In The Song of the Lark (Willa Cather's third novel, published in 1915), Thea Kronberg goes to one of her father's regular prayer meetings in Moonstone, Colorado, and hears an old woman who “never missed a Wednesday night [and] came all the way up from the depot settlement.” Cather describes the woman this way:She always wore a black crocheted “fascinator” over her thin white hair, and she made long, tremulous prayers, full of railroad terminology. She had six sons in the service of different railroads, and she always prayed “for the boys on the road, who know not at what moment they may be cut off.
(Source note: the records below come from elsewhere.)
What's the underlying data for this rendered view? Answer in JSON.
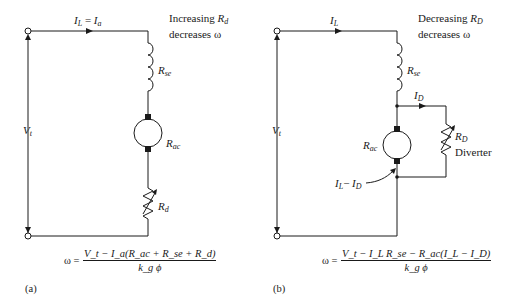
{
  "figure_a": {
    "caption": "(a)",
    "current_label": {
      "main": "I",
      "sub1": "L",
      "eq": " = ",
      "main2": "I",
      "sub2": "a"
    },
    "note_line1": {
      "text": "Increasing ",
      "var": "R",
      "sub": "d"
    },
    "note_line2": "decreases ω",
    "series_field": {
      "main": "R",
      "sub": "se"
    },
    "armature": {
      "main": "R",
      "sub": "ac"
    },
    "resistor": {
      "main": "R",
      "sub": "d"
    },
    "voltage": {
      "main": "V",
      "sub": "t"
    },
    "equation": {
      "lhs": "ω =",
      "numerator": "V_t − I_a(R_ac + R_se + R_d)",
      "denominator": "k_g ϕ"
    }
  },
  "figure_b": {
    "caption": "(b)",
    "current_label": {
      "main": "I",
      "sub": "L"
    },
    "note_line1": {
      "text": "Decreasing ",
      "var": "R",
      "sub": "D"
    },
    "note_line2": "decreases ω",
    "series_field": {
      "main": "R",
      "sub": "se"
    },
    "diverter_current": {
      "main": "I",
      "sub": "D"
    },
    "armature": {
      "main": "R",
      "sub": "ac"
    },
    "diverter": {
      "main": "R",
      "sub": "D",
      "name": "Diverter"
    },
    "armature_current": {
      "main1": "I",
      "sub1": "L",
      "minus": "− ",
      "main2": "I",
      "sub2": "D"
    },
    "voltage": {
      "main": "V",
      "sub": "t"
    },
    "equation": {
      "lhs": "ω =",
      "numerator": "V_t − I_L R_se − R_ac(I_L − I_D)",
      "denominator": "k_g ϕ"
    }
  },
  "colors": {
    "ink": "#1a1a1a",
    "background": "#ffffff"
  }
}
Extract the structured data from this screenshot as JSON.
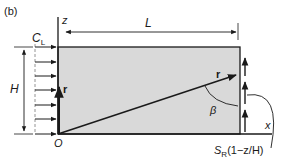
{
  "figure": {
    "panel_label": "(b)",
    "axis_z_label": "z",
    "axis_x_label": "x",
    "origin_label": "O",
    "length_label": "L",
    "height_label": "H",
    "left_boundary_label_main": "C",
    "left_boundary_label_sub": "L",
    "vector_label_left": "r",
    "vector_label_diag": "r",
    "angle_label": "β",
    "right_boundary_label_main": "S",
    "right_boundary_label_sub": "R",
    "right_boundary_label_expr": "(1−z/H)"
  },
  "colors": {
    "fill": "#d9d9d9",
    "stroke": "#1a1a1a",
    "dashed": "#888888"
  },
  "left_arrows_y": [
    47,
    62,
    76,
    90,
    105,
    119,
    134
  ],
  "right_arrows": [
    {
      "y_base": 132,
      "y_tip": 108
    },
    {
      "y_base": 104,
      "y_tip": 80
    },
    {
      "y_base": 76,
      "y_tip": 56
    }
  ]
}
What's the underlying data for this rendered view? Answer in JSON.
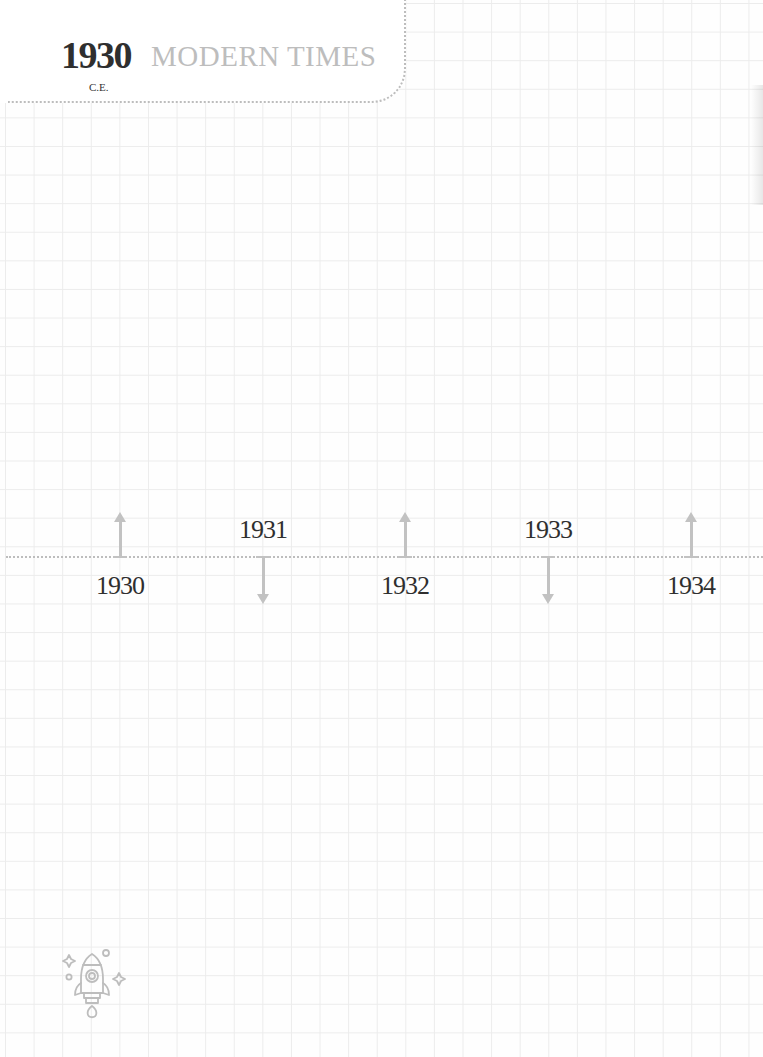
{
  "header": {
    "year": "1930",
    "era": "C.E.",
    "title": "MODERN TIMES"
  },
  "timeline": {
    "events": [
      {
        "year": "1930",
        "direction": "up",
        "label_position": "below",
        "x": 120
      },
      {
        "year": "1931",
        "direction": "down",
        "label_position": "above",
        "x": 263
      },
      {
        "year": "1932",
        "direction": "up",
        "label_position": "below",
        "x": 405
      },
      {
        "year": "1933",
        "direction": "down",
        "label_position": "above",
        "x": 548
      },
      {
        "year": "1934",
        "direction": "up",
        "label_position": "below",
        "x": 691
      }
    ]
  },
  "decoration": {
    "icon": "rocket-icon"
  },
  "colors": {
    "grid": "#ececec",
    "accent_gray": "#bdbdbd",
    "text_dark": "#2f2f2f"
  }
}
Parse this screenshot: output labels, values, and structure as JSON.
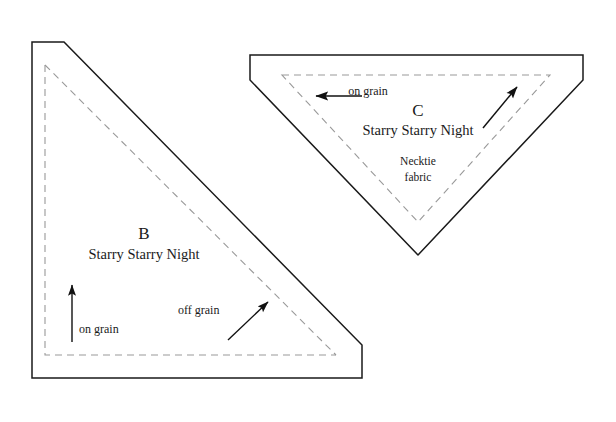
{
  "document": {
    "title": "Quilt pattern template pieces B and C",
    "background_color": "#ffffff",
    "outline_color": "#1a1a1a",
    "seam_line_color": "#999999",
    "text_color": "#1a1a1a"
  },
  "pieces": [
    {
      "id": "B",
      "letter": "B",
      "fabric_title": "Starry Starry Night",
      "fabric_note": "",
      "shape": "right-triangle-with-cut-corners",
      "outline_points": "32,42 64,42 362,345 362,378 32,378",
      "seam_points": "45,65 45,355 336,355",
      "grain_markers": [
        {
          "label": "on grain",
          "direction": "up",
          "x1": 72,
          "y1": 342,
          "x2": 72,
          "y2": 285
        },
        {
          "label": "off grain",
          "direction": "up-right",
          "x1": 228,
          "y1": 340,
          "x2": 268,
          "y2": 302
        }
      ]
    },
    {
      "id": "C",
      "letter": "C",
      "fabric_title": "Starry Starry Night",
      "fabric_note_line1": "Necktie",
      "fabric_note_line2": "fabric",
      "shape": "inverted-triangle-with-cut-corners",
      "outline_points": "250,55 583,55 583,80 418,255 250,80",
      "seam_points": "282,75 550,75 418,222",
      "grain_markers": [
        {
          "label": "on grain",
          "direction": "left",
          "x1": 362,
          "y1": 96,
          "x2": 316,
          "y2": 96
        },
        {
          "label": "",
          "direction": "up-right",
          "x1": 483,
          "y1": 128,
          "x2": 517,
          "y2": 87
        }
      ]
    }
  ],
  "labels": {
    "piece_b_letter": "B",
    "piece_b_title": "Starry Starry Night",
    "piece_b_on_grain": "on grain",
    "piece_b_off_grain": "off grain",
    "piece_c_letter": "C",
    "piece_c_title": "Starry Starry Night",
    "piece_c_note_line1": "Necktie",
    "piece_c_note_line2": "fabric",
    "piece_c_on_grain": "on grain"
  }
}
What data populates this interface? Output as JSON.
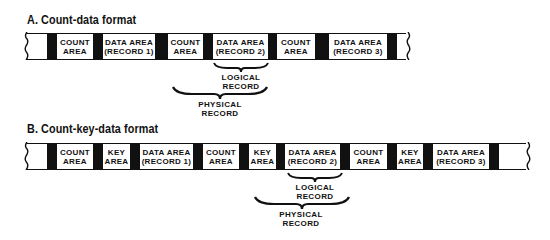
{
  "diagram_a": {
    "title": "A. Count-data format",
    "segments": [
      {
        "kind": "blank",
        "width": 20,
        "text": ""
      },
      {
        "kind": "gap",
        "width": 10,
        "text": ""
      },
      {
        "kind": "area",
        "width": 36,
        "text": "COUNT\nAREA"
      },
      {
        "kind": "gap",
        "width": 10,
        "text": ""
      },
      {
        "kind": "area",
        "width": 52,
        "text": "DATA AREA\n(RECORD 1)"
      },
      {
        "kind": "gap",
        "width": 13,
        "text": ""
      },
      {
        "kind": "area",
        "width": 35,
        "text": "COUNT\nAREA"
      },
      {
        "kind": "gap",
        "width": 10,
        "text": ""
      },
      {
        "kind": "area",
        "width": 55,
        "text": "DATA AREA\n(RECORD 2)"
      },
      {
        "kind": "gap",
        "width": 9,
        "text": ""
      },
      {
        "kind": "area",
        "width": 38,
        "text": "COUNT\nAREA"
      },
      {
        "kind": "gap",
        "width": 14,
        "text": ""
      },
      {
        "kind": "area",
        "width": 58,
        "text": "DATA AREA\n(RECORD 3)"
      },
      {
        "kind": "gap",
        "width": 10,
        "text": ""
      },
      {
        "kind": "blank",
        "width": 11,
        "text": ""
      }
    ],
    "logical_label": "LOGICAL\nRECORD",
    "physical_label": "PHYSICAL\nRECORD"
  },
  "diagram_b": {
    "title": "B. Count-key-data format",
    "segments": [
      {
        "kind": "blank",
        "width": 20,
        "text": ""
      },
      {
        "kind": "gap",
        "width": 10,
        "text": ""
      },
      {
        "kind": "area",
        "width": 36,
        "text": "COUNT\nAREA"
      },
      {
        "kind": "gap",
        "width": 10,
        "text": ""
      },
      {
        "kind": "area",
        "width": 27,
        "text": "KEY\nAREA"
      },
      {
        "kind": "gap",
        "width": 10,
        "text": ""
      },
      {
        "kind": "area",
        "width": 53,
        "text": "DATA AREA\n(RECORD 1)"
      },
      {
        "kind": "gap",
        "width": 10,
        "text": ""
      },
      {
        "kind": "area",
        "width": 36,
        "text": "COUNT\nAREA"
      },
      {
        "kind": "gap",
        "width": 10,
        "text": ""
      },
      {
        "kind": "area",
        "width": 27,
        "text": "KEY\nAREA"
      },
      {
        "kind": "gap",
        "width": 9,
        "text": ""
      },
      {
        "kind": "area",
        "width": 55,
        "text": "DATA AREA\n(RECORD 2)"
      },
      {
        "kind": "gap",
        "width": 10,
        "text": ""
      },
      {
        "kind": "area",
        "width": 37,
        "text": "COUNT\nAREA"
      },
      {
        "kind": "gap",
        "width": 10,
        "text": ""
      },
      {
        "kind": "area",
        "width": 26,
        "text": "KEY\nAREA"
      },
      {
        "kind": "gap",
        "width": 10,
        "text": ""
      },
      {
        "kind": "area",
        "width": 56,
        "text": "DATA AREA\n(RECORD 3)"
      },
      {
        "kind": "gap",
        "width": 10,
        "text": ""
      },
      {
        "kind": "blank",
        "width": 16,
        "text": ""
      }
    ],
    "logical_label": "LOGICAL\nRECORD",
    "physical_label": "PHYSICAL\nRECORD"
  }
}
When, in Thy divine wisdom, their hour is upon them, may they, O our Heavenly Father, see only white lights along the road to Eternity.” She used to speak, too, of “the engines that race with death”; and though she looked so old and little when she was on her knees, and her voice was so shaky, her prayers had a thrill of speed and danger in them; they made one think of the deep black cañons, the slender trestles, the pounding trains. Thea liked to look at her sunken eyes that seemed full of wisdom, at her black thread gloves, much too long in the fingers and so meekly folded one over the other. Her face was brown, and worn away as rocks are worn by water. There are many ways of describing that colour of age, but in reality it is not like parchment, or like any of the things it is said to be like. That brownness and that texture of skin are found only in the faces of old human creatures, who have worked hard and who have always been poor.


1978 ◽  
Vol 18 (1) ◽  
pp. 67-85 ◽  
Author(s):  
Peter Roebuck

Major emphasis has been placed on the political significance of the final abolition of the Court of Wards and Liveries in 1660. Not only did it remove a substantial source of grievance against the crown but, as part of a wider settlement whereby Charles II surrendered ancient dues in return for revenue granted by parliament, it formed a major signpost on the road from a feudal to a constitutional monarchy. Historians have also stressed the importance of abolition to developments in landownership and agriculture. To Blackstone writing in the eighteenth century, abolition was “a greater acquisition to the civil property of this kingdom than even Magna Carta itself.” A century later G. C. Brodrick felt it “at least possible” that “this great reform” had provided England with “an advantage in agriculture over her foreign rivals which has not yet been fully exhausted.” David Ogg went so far as to suggest that abolition “was possibly the most important single event in the history of English landholding.” While most recently, in analysing the economic causes of the English revolution, Lawrence Stone has argued that “it is surely significant that among those [things[ whch were not [restored in 1660] were feudal tenures.”It has been suggested that the more substantial landowners benefited in three respects from abolition: fiscally; collectively, in relation to other groups in rural society; and managerially, insofar as the reform increased their capacity to conduct their affairs effectively. Their financial position improved with the disappearance of the feudal exactions associated with wardship to which the majority of them had previously been liable.